SPRINGFIELD, Mo. (AP) -- Fifty-three black relatives from the St. Louis area have filed a discrimination suit charging they were denied service at a Denny's restaurant in Springfield because of their race.
The relatives, most of whom live in the St. Louis area and Madison County, Ill., also charge that Denny's employees used racial epithets as they left the restaurant in July 2002.
The suit was filed last week in Greene County Circuit Court. It seeks compensatory and punitive damages for humiliation and emotional distress.
Curtis Hogue, attorney for Arkansas-based Mitchell Family Properties, which invests in Denny's Restaurant Corp., said he had not seen the suit but was aware of the incident.
"Neither my client, nor Denny's, discriminates," Hogue told the Springfield News-Leader. "The Denny's store did everything it could to accommodate these people with a limited evening staff, and evidence shows that."

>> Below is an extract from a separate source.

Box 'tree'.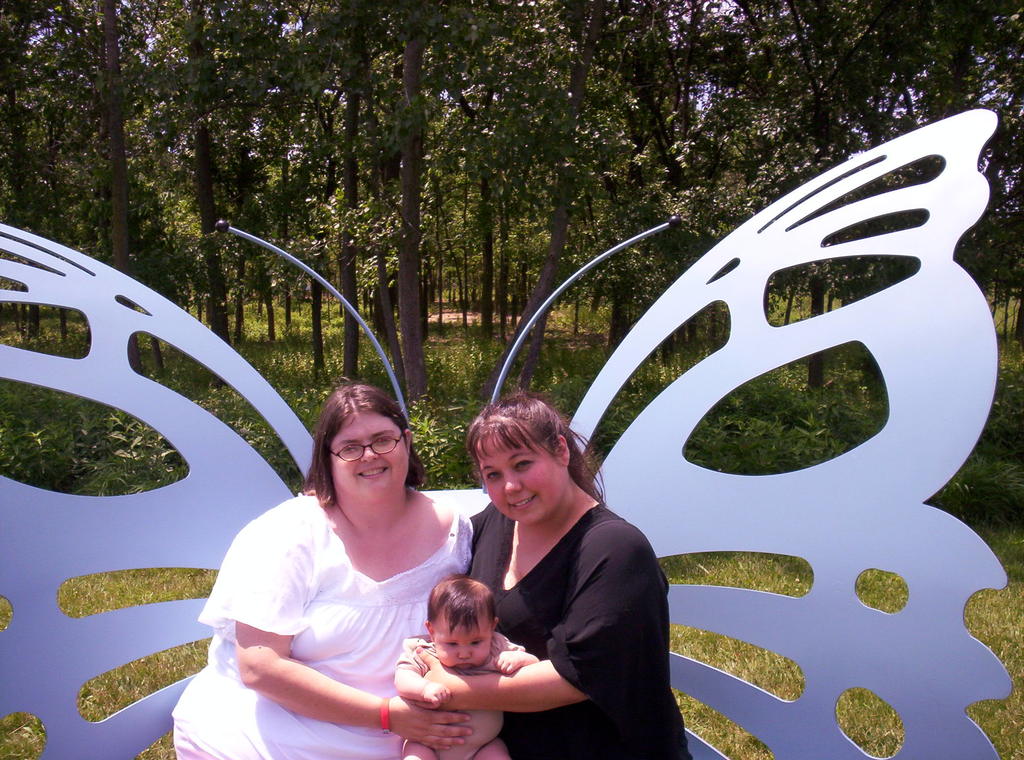
{"left": 842, "top": 0, "right": 913, "bottom": 315}.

Alonzo and Annette Hilton and their relatives said they were on their way to a family reunion in Branson when they stopped about 5:30 a.m. at the restaurant.
Some of the relatives were seated, but others were left waiting, the suit said.

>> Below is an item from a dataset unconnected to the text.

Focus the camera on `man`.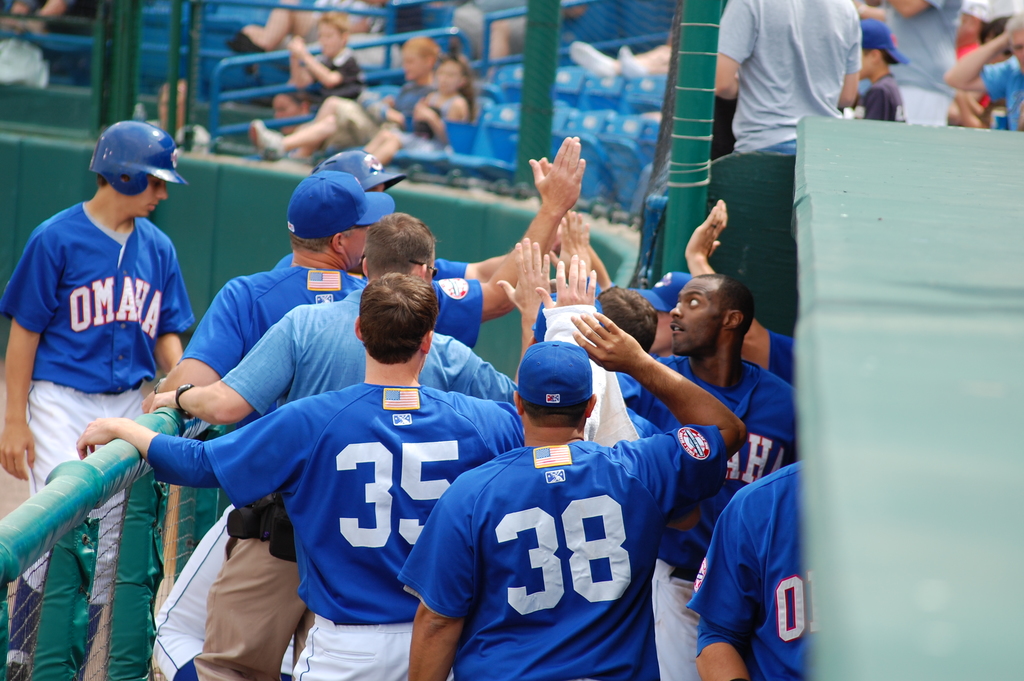
Focus region: {"left": 593, "top": 285, "right": 657, "bottom": 402}.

The relatives charge the assistant manager, who is white, used racially offensive terms while asking them to leave after those left waiting asked why they were not being served.
Five men with ties to white supremacists groups were convicted earlier this year of stabbing a black man in a 2001 incident at the restaurant that authorities said was racially motivated. The incident did not involve employees.